Paramount Skydance merger could unite CBS News and CNN under one roof
Paramount Skydance’s $111 billion bid for Warner Bros. Discovery would put CBS News and CNN under one roof as both networks are already in upheaval.

The Justice Department’s Antitrust Division approved Paramount Skydance’s $111 billion bid for Warner Bros. Discovery in mid-June, pushing David Ellison closer to a deal that would place CBS News and CNN under the same corporate roof. The merger has already drawn antitrust, foreign-investor and press-freedom scrutiny, and two House Democrats asked Ellison in May to disclose whether changes to CNN coverage were offered as part of the push. Paramount Skydance denied that Larry Ellison promised President Donald Trump a CNN overhaul and said it made no assurances to Trump or to any government agency.
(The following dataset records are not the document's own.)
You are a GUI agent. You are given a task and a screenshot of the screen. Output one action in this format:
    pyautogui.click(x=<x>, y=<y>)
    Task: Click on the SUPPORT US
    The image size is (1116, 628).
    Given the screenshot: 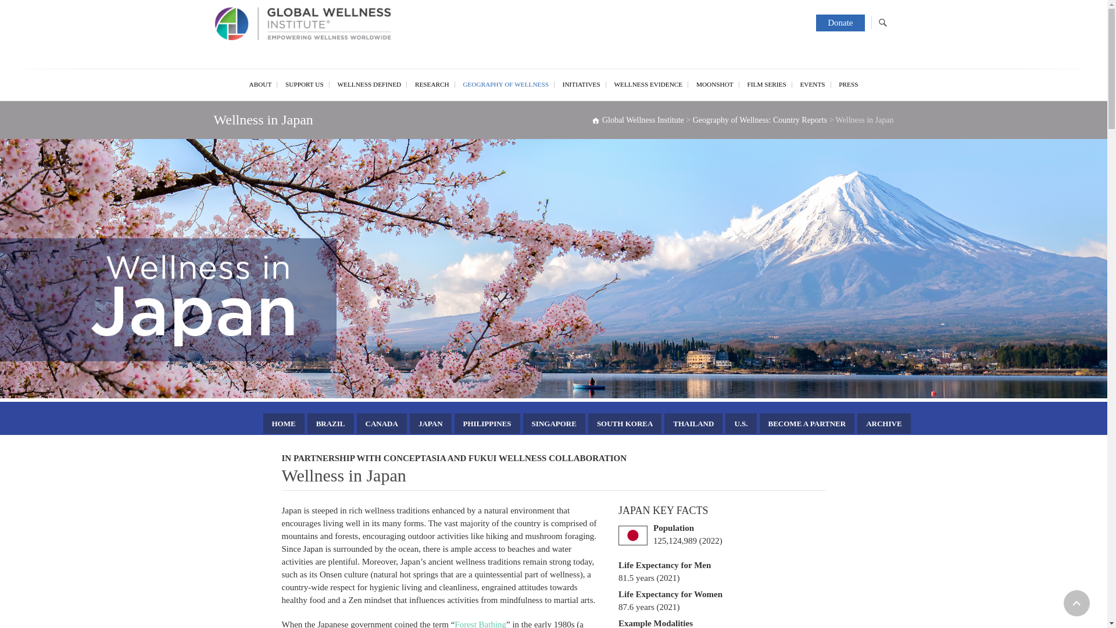 What is the action you would take?
    pyautogui.click(x=305, y=84)
    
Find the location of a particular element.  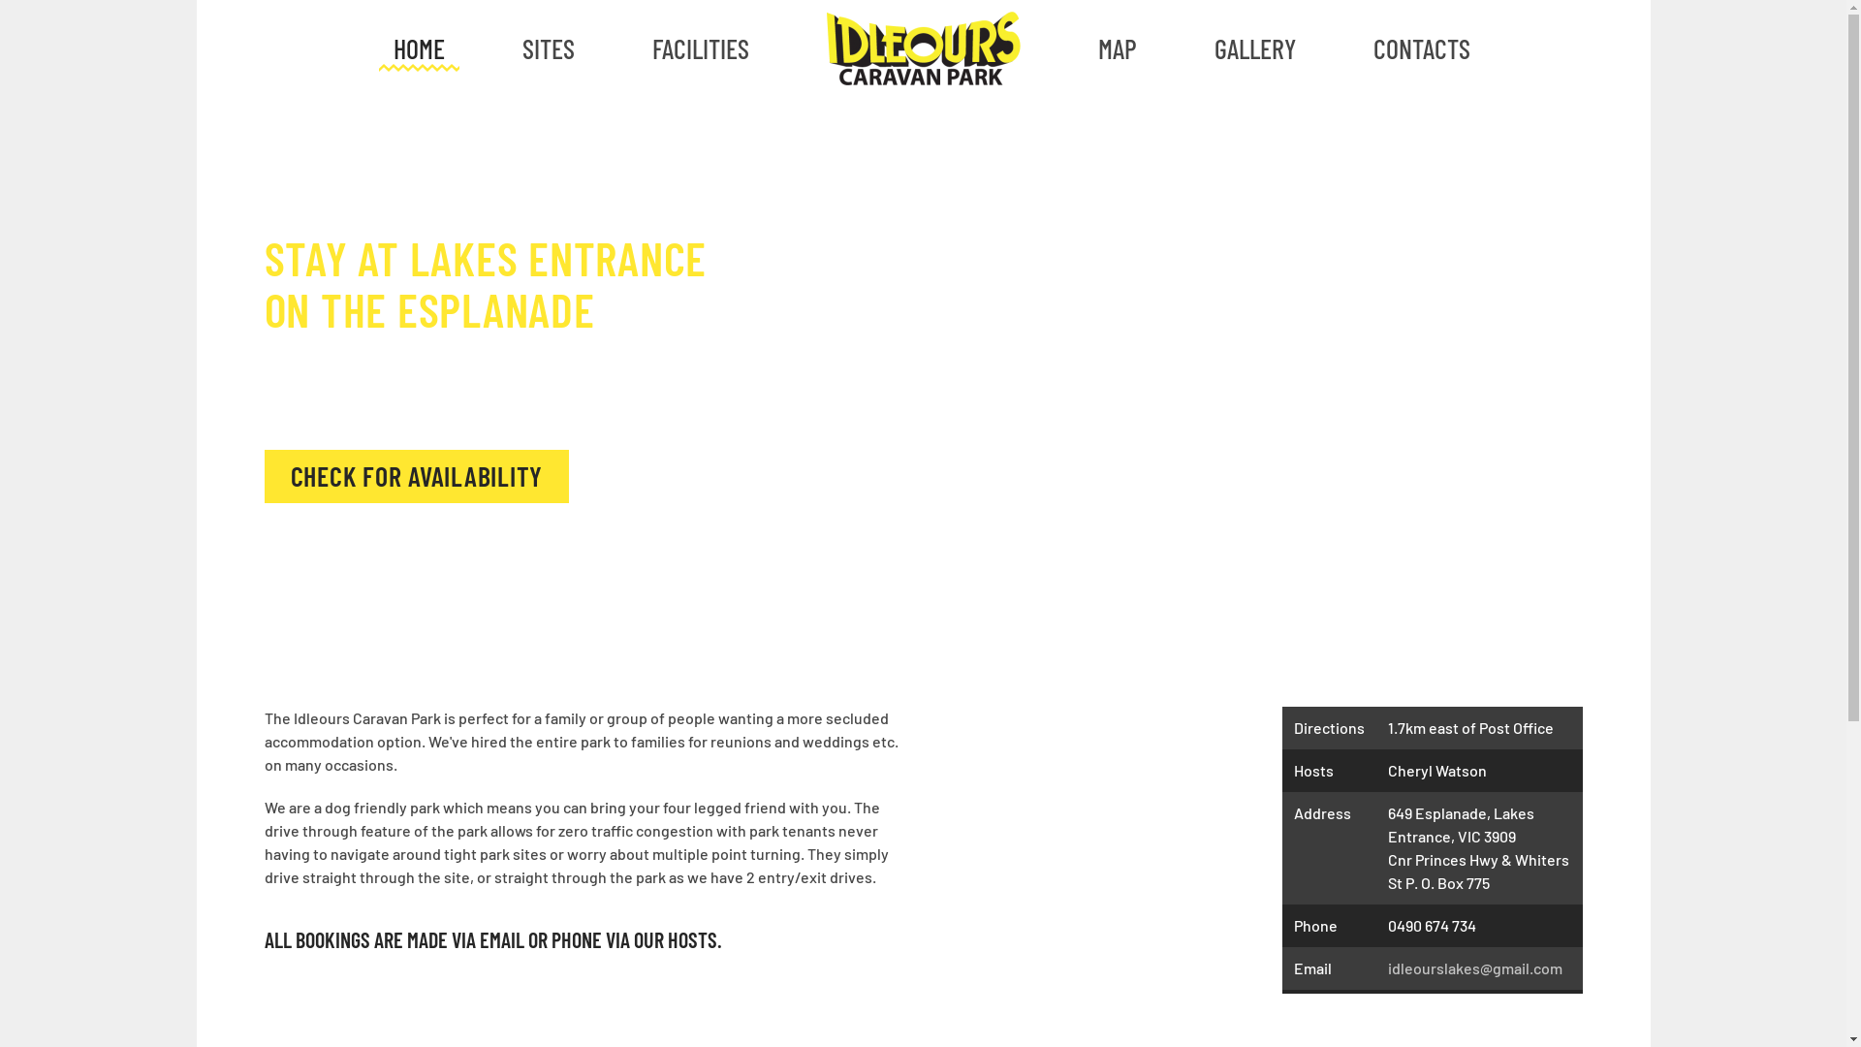

SITES is located at coordinates (548, 48).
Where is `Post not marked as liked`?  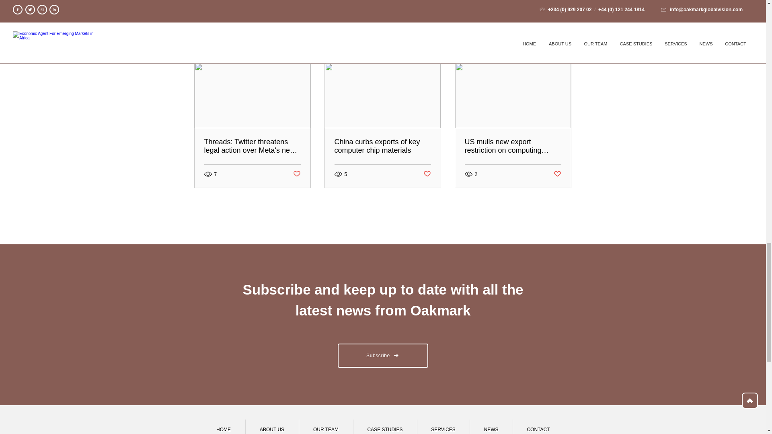 Post not marked as liked is located at coordinates (296, 174).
The CBS side of the story shows how quickly ownership change can reach into a newsroom. Bari Weiss became CBS News editor-in-chief in October 2025 and has driven a broad reset that includes planned changes at 60 Minutes and CBS Mornings, along with multiple staff firings. For employees, the warning is not just about who owns the brand but about how fast editorial priorities, job security and reporting lines can shift once a merger closes.
CNN has already been through its own round of turmoil. In January 2025, CNN chief executive Mark Thompson said the network would cut about 6% of jobs, or roughly 200 people, while building a new streaming service. Later plans added about 100 new roles as part of that pivot, underscoring how the company is trying to shrink old costs while betting on a digital future.
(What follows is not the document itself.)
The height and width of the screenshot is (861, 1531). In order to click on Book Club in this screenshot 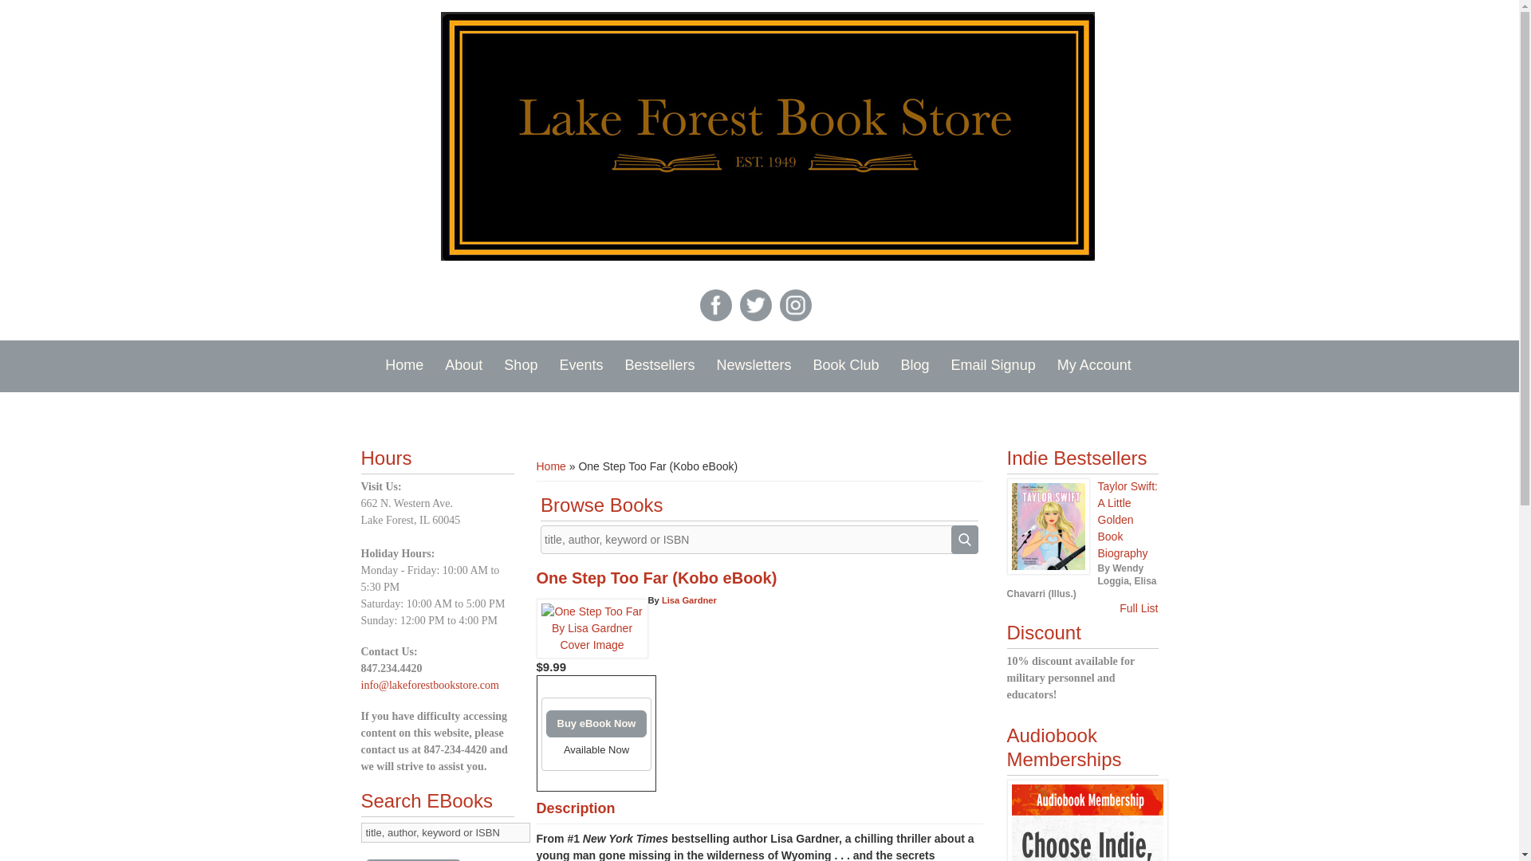, I will do `click(847, 365)`.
That backdrop is why press-freedom advocacy groups warned in June 2026 that CNN could face the same kind of upheaval now visible at CBS News. If the acquisition is completed, two of the best-known television-news brands in the United States would sit inside one corporate structure, with viewers, staff and rivals watching for signs of whether the next changes are about business strategy, newsroom culture or editorial control.
This article was produced by Prism’s automated news system from verified source data, official records, and press releases, then run through automated quality and moderation checks before publishing. The system is built and supervised by the people who set the standards it runs under. Read our full AI policy.